Estrid found herself believing the cunning woman’s claim. Not only was she forthright and not of a kind to dissemble, her tale rung true. She could well imagine the confusion as Alfreda had collapsed and died, everyone gathering round as the cunning woman examined her, waiting to see if she could revive the girl. When she could not and pronounced she had been poisoned, minds would leap to the cup of mead from which Alfreda had just been drinking and assume the poison had been in that, and an immediate search for who might have contaminated it would take place, while any protest the cunning woman tried to make would go unheeded in the pandemonium.
Estrid nodded her acceptance of Merwenna’s words and then went on to ask if Alfreda had come to her to seek a remedy for an ailment in the days before her death.
“She did come to see me shortly before she was married,” Merwenna replied, “but not because she was sick.”
“Then for what purpose did she come?” Estrid asked.
The cunning woman’s face hardened. “She wanted a potion to help her conceive, one that would, at the same time, ensure the babe was male. I told her I am not a witch and would not help her.”
“But why would she want such a thing before she was even wed?” Valerie blurted out. “I know she was anxious to give her husband an heir, for she told me so. I advised her to wait and see if she proved fertile and, if she did not, to pray to Our Lady for aid in bearing a child.”
“I told her the same thing, but still she was insistent that I make her a potion, and I was forced to show my anger before she would accept my refusal.” Merwenna replied. “I am a Christian woman and do not deal in magick. It is the Devil’s work and a curse on mankind.”
A
gain Estrid believed the cunning woman for the disgust showing on her face was real and not feigned. But Estrid was more forgiving of Alfreda’s request than either Valerie or Merwenna, for they had not taken into consideration—perhaps had even forgotten the wild impulses of their own young days—the foolish impatience of a young girl in love. FitzRanulf was baseborn; it was natural he should earnestly desire a legitimate heir to inherit the lands left him by Hugh de Montfort, and also that Alfreda, overcome with eagerness to please the man she was to wed, should seek a way to grant his wish as quickly as possible.

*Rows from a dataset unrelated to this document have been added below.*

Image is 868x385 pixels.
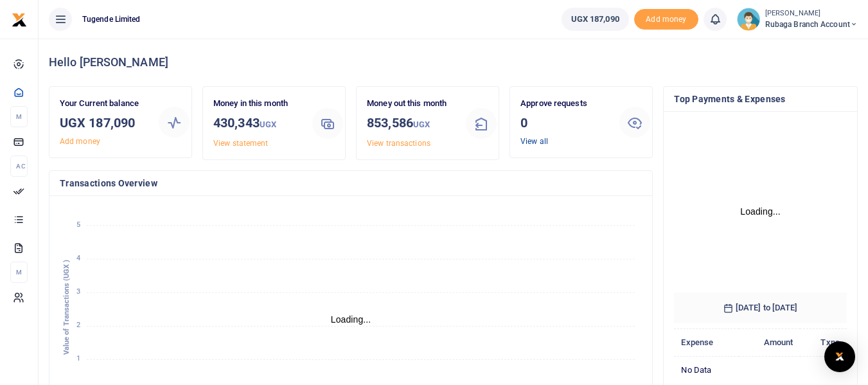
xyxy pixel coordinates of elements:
[674,292,847,324] h6: [DATE] to [DATE]
[77,355,80,363] tspan: 1
[214,97,302,111] p: Money in this month
[60,176,642,191] h4: Transactions Overview
[77,221,80,229] tspan: 5
[824,341,856,373] div: Open Intercom Messenger
[60,137,101,146] a: Add money
[741,207,782,217] text: Loading...
[63,260,71,356] text: Value of Transactions (UGX )
[737,8,858,31] a: profile-user [PERSON_NAME] Rubaga branch account
[562,8,629,31] a: UGX 187,090
[572,12,620,26] span: UGX 187,090
[11,106,28,127] li: M
[77,254,80,263] tspan: 4
[521,137,548,146] a: View all
[367,113,456,135] h3: 853,586
[367,97,456,111] p: Money out this month
[556,8,634,31] li: Wallet ballance
[60,113,149,133] h3: UGX 187,090
[634,9,699,30] li: Toup your wallet
[521,97,609,111] p: Approve requests
[674,92,847,106] h4: Top Payments & Expenses
[331,315,371,325] text: Loading...
[12,12,27,28] img: logo-small
[634,9,699,30] span: Add money
[214,139,268,148] a: View statement
[521,113,609,133] h3: 0
[634,13,699,23] a: Add money
[11,262,28,283] li: M
[674,356,847,383] td: No data
[766,19,858,30] span: Rubaga branch account
[77,13,146,25] span: Tugende Limited
[214,113,302,135] h3: 430,343
[77,288,80,296] tspan: 3
[12,14,27,24] a: logo-small logo-large logo-large
[739,330,800,357] th: Amount
[260,119,276,129] small: UGX
[800,330,847,357] th: Txns
[674,330,739,357] th: Expense
[737,8,760,31] img: profile-user
[413,119,430,129] small: UGX
[77,321,80,330] tspan: 2
[11,156,28,177] li: Ac
[367,139,431,148] a: View transactions
[49,55,858,70] h4: Hello [PERSON_NAME]
[60,97,149,111] p: Your Current balance
[766,8,858,20] small: [PERSON_NAME]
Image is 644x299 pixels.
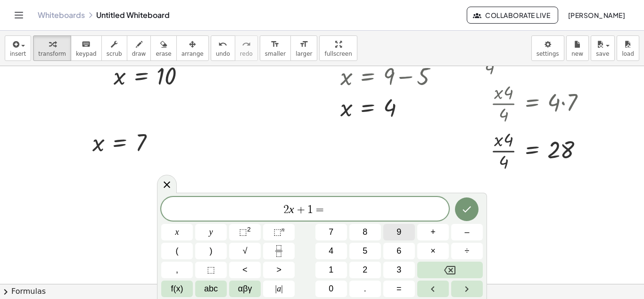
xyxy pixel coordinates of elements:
span: ÷ [465,244,469,257]
button: ( [161,242,193,259]
button: Left arrow [417,280,449,297]
span: 6 [396,244,401,257]
button: Done [455,197,478,221]
button: keyboardkeypad [71,35,102,61]
button: insert [5,35,31,61]
span: 4 [329,244,333,257]
button: [PERSON_NAME] [560,7,633,23]
span: [PERSON_NAME] [568,11,625,19]
button: 0 [315,280,347,297]
span: > [276,264,281,276]
span: 3 [396,264,401,276]
button: Alphabet [195,280,226,297]
a: Whiteboards [38,10,85,20]
button: erase [150,35,176,61]
span: redo [240,51,253,57]
span: 1 [329,264,333,276]
button: 5 [349,242,381,259]
button: Square root [229,242,261,259]
span: ⬚ [207,264,215,276]
button: , [161,262,193,278]
span: – [464,226,469,238]
span: insert [10,51,26,57]
span: √ [243,244,248,257]
button: Absolute value [263,280,294,297]
span: 8 [362,226,367,238]
button: Fraction [263,242,294,259]
span: × [430,244,436,257]
button: Backspace [417,262,482,278]
span: settings [536,51,559,57]
span: ( [176,244,178,257]
span: smaller [265,51,285,57]
span: 1 [308,204,313,215]
button: Times [417,242,449,259]
span: transform [38,51,66,57]
span: 2 [284,204,289,215]
span: < [242,264,248,276]
button: . [349,280,381,297]
button: format_sizesmaller [260,35,291,61]
button: redoredo [235,35,258,61]
button: Superscript [263,224,294,240]
button: Functions [161,280,193,297]
span: 2 [362,264,367,276]
button: Squared [229,224,261,240]
button: ) [195,242,226,259]
button: Placeholder [195,262,226,278]
span: . [364,282,366,295]
button: settings [531,35,564,61]
span: | [281,284,283,293]
button: save [591,35,615,61]
button: Divide [451,242,482,259]
button: Equals [383,280,415,297]
button: 8 [349,224,381,240]
span: 7 [329,226,333,238]
span: erase [156,51,171,57]
button: Plus [417,224,449,240]
button: 1 [315,262,347,278]
span: , [176,264,178,276]
span: ⬚ [239,227,247,236]
span: + [430,226,436,238]
button: x [161,224,193,240]
button: 4 [315,242,347,259]
button: Minus [451,224,482,240]
button: undoundo [211,35,235,61]
i: redo [242,39,251,50]
span: abc [204,282,217,295]
span: 9 [396,226,401,238]
span: new [571,51,583,57]
span: draw [132,51,146,57]
span: = [396,282,401,295]
button: draw [127,35,151,61]
button: 6 [383,242,415,259]
span: x [175,226,179,238]
span: arrange [181,51,204,57]
var: x [289,203,294,215]
span: scrub [106,51,122,57]
button: Toggle navigation [11,8,26,23]
button: arrange [176,35,209,61]
span: 5 [362,244,367,257]
span: | [275,284,277,293]
span: undo [216,51,230,57]
button: Greater than [263,262,294,278]
span: ⬚ [273,227,281,236]
button: 3 [383,262,415,278]
i: format_size [270,39,279,50]
span: = [313,204,327,215]
button: fullscreen [319,35,357,61]
button: Right arrow [451,280,482,297]
button: Greek alphabet [229,280,261,297]
span: load [622,51,634,57]
span: αβγ [238,282,252,295]
span: y [209,226,213,238]
span: 0 [329,282,333,295]
sup: 2 [247,226,251,233]
i: keyboard [82,39,91,50]
button: Collaborate Live [467,7,558,23]
span: ) [210,244,213,257]
button: 7 [315,224,347,240]
i: format_size [299,39,308,50]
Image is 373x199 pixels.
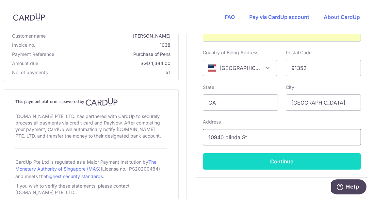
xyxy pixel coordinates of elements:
a: About CardUp [324,14,360,20]
img: CardUp [13,13,45,21]
a: FAQ [225,14,235,20]
img: CardUp [86,98,118,106]
div: If you wish to verify these statements, please contact [DOMAIN_NAME] PTE. LTD.. [15,181,167,197]
div: [DOMAIN_NAME] PTE. LTD. has partnered with CardUp to securely process all payments via credit car... [15,112,167,140]
a: The Monetary Authority of Singapore (MAS) [15,159,156,171]
span: Amount due [12,60,38,67]
label: State [203,84,214,90]
div: CardUp Pte Ltd is regulated as a Major Payment Institution by (License no.: PS20200484) and meets... [15,156,167,181]
a: Pay via CardUp account [249,14,309,20]
span: translation missing: en.payment_reference [12,51,54,57]
button: Continue [203,153,361,170]
span: Purchase of Pens [57,51,171,57]
span: x1 [166,70,171,75]
label: Postal Code [286,49,312,56]
label: City [286,84,294,90]
h4: This payment platform is powered by [15,98,167,106]
span: SGD 1,384.00 [41,60,171,67]
span: United States [203,60,277,76]
a: highest security standards [46,173,103,179]
input: Example 123456 [286,60,361,76]
span: 1038 [38,42,171,48]
label: Country of Billing Address [203,49,258,56]
span: Invoice no. [12,42,35,48]
iframe: Opens a widget where you can find more information [331,179,367,196]
span: [PERSON_NAME] [48,33,171,39]
span: Customer name [12,33,46,39]
span: No. of payments [12,69,48,76]
label: Address [203,119,221,125]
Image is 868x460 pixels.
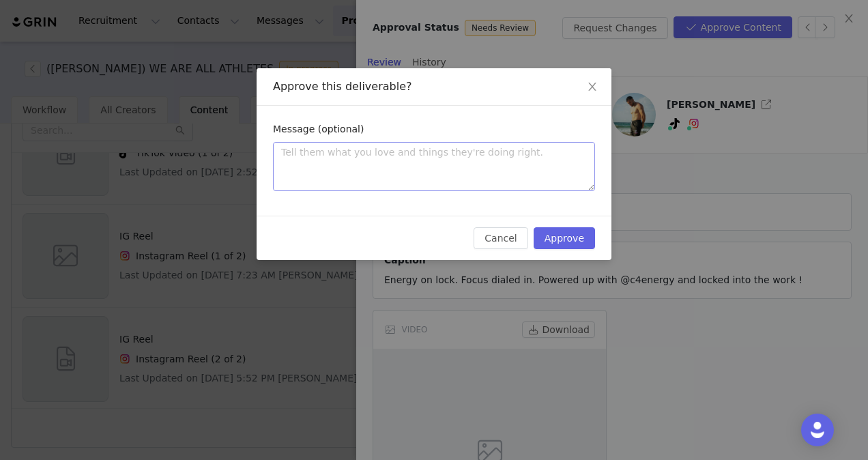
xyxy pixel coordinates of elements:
[587,81,598,92] i: icon: close
[801,414,834,447] div: Open Intercom Messenger
[273,79,595,94] div: Approve this deliverable?
[573,68,611,107] button: Close
[273,124,364,135] label: Message (optional)
[474,228,527,249] button: Cancel
[534,228,595,249] button: Approve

“Do you know of any witch she might have consulted?” Estrid asked.
Merwenna shrugged. “There are none in the village, but I have heard there are one or two living in the greenwood near Bearsted.” The cunning woman’s eyes narrowed and she looked suspiciously at Estrid. “But why do you ask? Do you think one of them may have agreed to help her?”

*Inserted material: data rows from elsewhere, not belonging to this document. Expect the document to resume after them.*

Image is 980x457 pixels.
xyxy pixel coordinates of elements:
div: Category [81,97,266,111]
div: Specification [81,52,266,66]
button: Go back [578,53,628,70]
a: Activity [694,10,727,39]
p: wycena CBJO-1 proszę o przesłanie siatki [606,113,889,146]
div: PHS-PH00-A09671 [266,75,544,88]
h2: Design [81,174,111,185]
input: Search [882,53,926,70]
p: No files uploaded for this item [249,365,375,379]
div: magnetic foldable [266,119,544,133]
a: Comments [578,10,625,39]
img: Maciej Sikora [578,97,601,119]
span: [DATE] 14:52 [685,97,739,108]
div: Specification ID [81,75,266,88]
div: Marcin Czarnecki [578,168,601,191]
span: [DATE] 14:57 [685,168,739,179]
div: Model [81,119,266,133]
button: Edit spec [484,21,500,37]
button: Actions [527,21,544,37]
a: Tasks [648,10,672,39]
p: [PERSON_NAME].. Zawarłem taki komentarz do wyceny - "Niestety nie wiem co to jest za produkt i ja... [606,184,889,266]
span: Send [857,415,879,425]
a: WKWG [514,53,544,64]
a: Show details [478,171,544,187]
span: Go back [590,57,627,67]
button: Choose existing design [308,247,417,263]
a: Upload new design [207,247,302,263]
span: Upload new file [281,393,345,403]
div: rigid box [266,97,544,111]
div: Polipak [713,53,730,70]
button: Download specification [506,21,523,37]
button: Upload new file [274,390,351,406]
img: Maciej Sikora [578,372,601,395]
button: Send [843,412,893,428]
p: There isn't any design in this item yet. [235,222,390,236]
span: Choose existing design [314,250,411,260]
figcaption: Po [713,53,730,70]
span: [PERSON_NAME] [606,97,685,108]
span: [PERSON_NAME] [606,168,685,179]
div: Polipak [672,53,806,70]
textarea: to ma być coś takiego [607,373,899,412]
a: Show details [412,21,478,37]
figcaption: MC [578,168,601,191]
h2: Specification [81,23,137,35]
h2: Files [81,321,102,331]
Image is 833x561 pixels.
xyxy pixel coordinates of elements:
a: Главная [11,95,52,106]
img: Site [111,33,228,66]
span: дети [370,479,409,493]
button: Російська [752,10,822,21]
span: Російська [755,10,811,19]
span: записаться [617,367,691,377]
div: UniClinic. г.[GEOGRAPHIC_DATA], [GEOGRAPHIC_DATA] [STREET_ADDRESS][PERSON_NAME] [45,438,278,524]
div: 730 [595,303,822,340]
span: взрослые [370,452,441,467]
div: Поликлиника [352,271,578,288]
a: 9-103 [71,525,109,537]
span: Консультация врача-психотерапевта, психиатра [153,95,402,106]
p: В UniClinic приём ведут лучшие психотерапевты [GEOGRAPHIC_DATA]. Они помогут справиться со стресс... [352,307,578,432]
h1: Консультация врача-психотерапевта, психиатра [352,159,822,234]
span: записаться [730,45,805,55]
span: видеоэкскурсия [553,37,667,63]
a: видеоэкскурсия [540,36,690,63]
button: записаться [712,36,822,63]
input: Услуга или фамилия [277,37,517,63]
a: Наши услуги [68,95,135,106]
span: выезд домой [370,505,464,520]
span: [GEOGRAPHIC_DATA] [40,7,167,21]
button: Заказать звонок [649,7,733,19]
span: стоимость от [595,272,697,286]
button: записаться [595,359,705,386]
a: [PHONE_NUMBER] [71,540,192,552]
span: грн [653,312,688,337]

“It is possible. A bottle containing a liquid which we tested on rats and is poisonous has been found, and most likely it is the yew toxin you believe killed Alfreda.” After describing the effects the rats had exhibited, and Merwenna agreeing with her conclusion, Estrid said they were also certain that Alfreda took the draught willingly. “Now you have told me of this fertility potion she desired,” Estrid added, “it is certain she would only have drunk it if she believed it to be such a concoction.”

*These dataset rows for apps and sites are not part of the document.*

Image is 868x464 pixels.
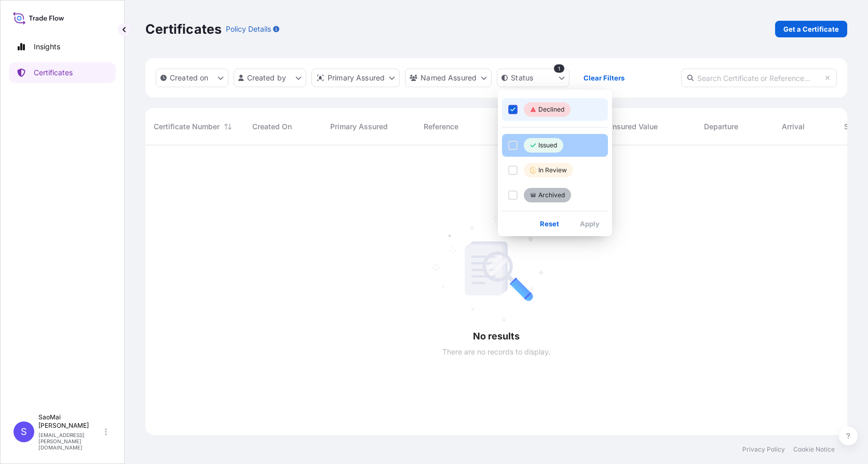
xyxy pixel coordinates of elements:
p: Archived [538,191,565,199]
p: In Review [538,166,567,174]
button: Reset [531,215,567,232]
p: Declined [538,105,564,114]
button: Apply [571,215,608,232]
div: Select Option [502,98,608,206]
button: Archived [502,183,608,206]
div: certificateStatus Filter options [498,90,612,236]
p: Apply [580,218,600,229]
button: Issued [502,134,608,156]
p: Issued [538,141,557,149]
button: Declined [502,98,608,121]
p: Reset [540,218,559,229]
button: In Review [502,159,608,182]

Merwenna’s deformed leg gave way under her and she slumped down on the stool that stood by the table. “The poor foolish girl,” she murmured sorrowfully. “May God watch over her soul and guide her to heaven.”
“That is why I wish to know of a witch who may have made it for her,” Estrid continued, “telling her it was the mixture she had asked for but instead giving her poison, perhaps for payment by a person who wished Alfreda dead.”